What the Public Editor Didn’t Say

"We're not really a newspaper," for starters.

Wednesday night to Monday morning is just a lost weekend to a drunk. To Bill Keller, the executive editor of the New York Times, it was something more: Enough time to stain further the paper’s already tarnished reputation — and more than enough time to realize that no reasonable explanation could be produced that would explain away the paper’s decision to run its front-page, 3,000-word hit on John McCain. For four days, everybody (not just the Media Research Center, we’re talking the Los Angeles Times and Slate, too) has pummeled Keller and his reporters. By now, it’s clear that it was a story that, according to the Washington Post’s media watcher, Howard Kurtz, is seen by a “rough consensus” of journalists as “fatally flawed.” (National Review Online’s editorial is here; Jonah Goldberg’s column on the mess is here.)

Sunday, the paper’s “public editor,” Clark Hoyt, weighed in on the controversy. I say “weighed” but his tread was positively catlike. Another missed opportunity, I suppose. But let me help. Here’s what the paper’s public editor didn’t say, but should have: “Get a grip! The function of the Times is not to print ‘news.’ It’s to provide like-minded readers with a comforting view of the world.”

If its purpose is to print “all the news,” then the Times, like all newspapers, is an old-fashioned product made obsolete by advances in technology. Therefore, what constitutes “news” at the Times is not only a moving target, it’s a series of different targets, depending on who the paper wants to take knock off. But that kind of bias surprises no one: The litany of “I-told-you-so” comments that follow every one of these gaffes by the Times is pointless. The Times no longer pretends to offer a chronicle of the day’s events. Its business has changed: It now provides brain cocoa for its dwindling band of readers by offering a daily validation of the assumptions shared by most of them.

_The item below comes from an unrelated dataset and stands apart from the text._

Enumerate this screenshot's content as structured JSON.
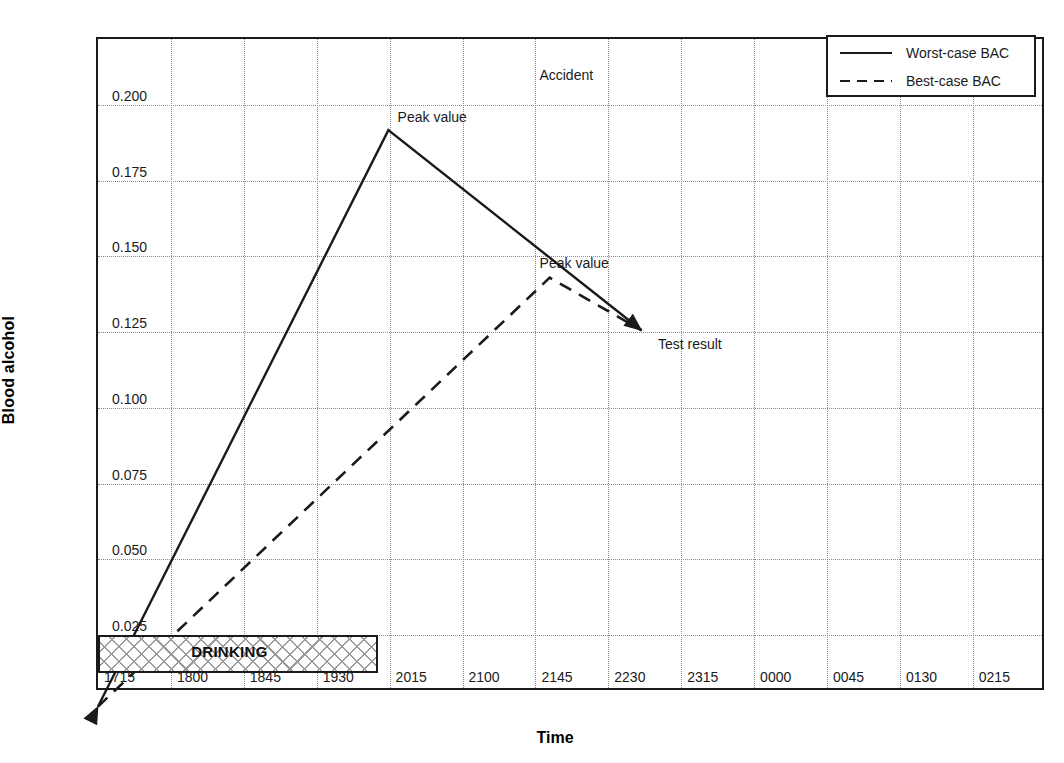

In doing so, of course, it also alienates more than half its potential market. If that’s a business plan, it’s a bad one (if the spiraling value of NYT stock is any indication — and of course it is). The most recent announcement of newsroom layoffs won’t be the last.

“Obviously, we’d never have printed this story if it had been about any leading Democrat.” As Kurtz points out, “When Gennifer Flowers held a news conference in 1992 to announce that she had carried on an affair with Bill Clinton, the New York Times devoted one paragraph of a news story to her charges.” Kathleen Willey fared little better. Juanita Broaddrick would have been happy to get that much coverage. The Clinton years, with its huge inventory of underreported misadventures, left the Times hopelessly discredited – not so much by what they printed, but by what they didn’t print.

“News is now a series of narratives — stories with good guys and bad guys. The purpose of our piece wasn’t to report ‘facts.’ It was to take a guy that we had proclaimed ‘good’ and make him ‘bad.’” Of course, the Times sets the agenda for the Left in America; what appears on its pages is echoed and amplified by the rest of the press. Its recent endorsement of McCain had left the paper in a tricky situation, and the hit piece was the way out. A new narrative was born. Thus, among many examples, the AP’s series of follow-up pieces about infidelity and dishonor, including this particularly odious piece of work by Libby Quaid (mercifully unsigned in the International Herald Tribune). The headline: “Cindy McCain joins coterie of political wives who stood by their men.” The lead:

Cindy McCain did not hesitate as she stepped toward the microphone, taking her place in the history of political wives who stood by their men in the face of rumored or alleged marital infidelity.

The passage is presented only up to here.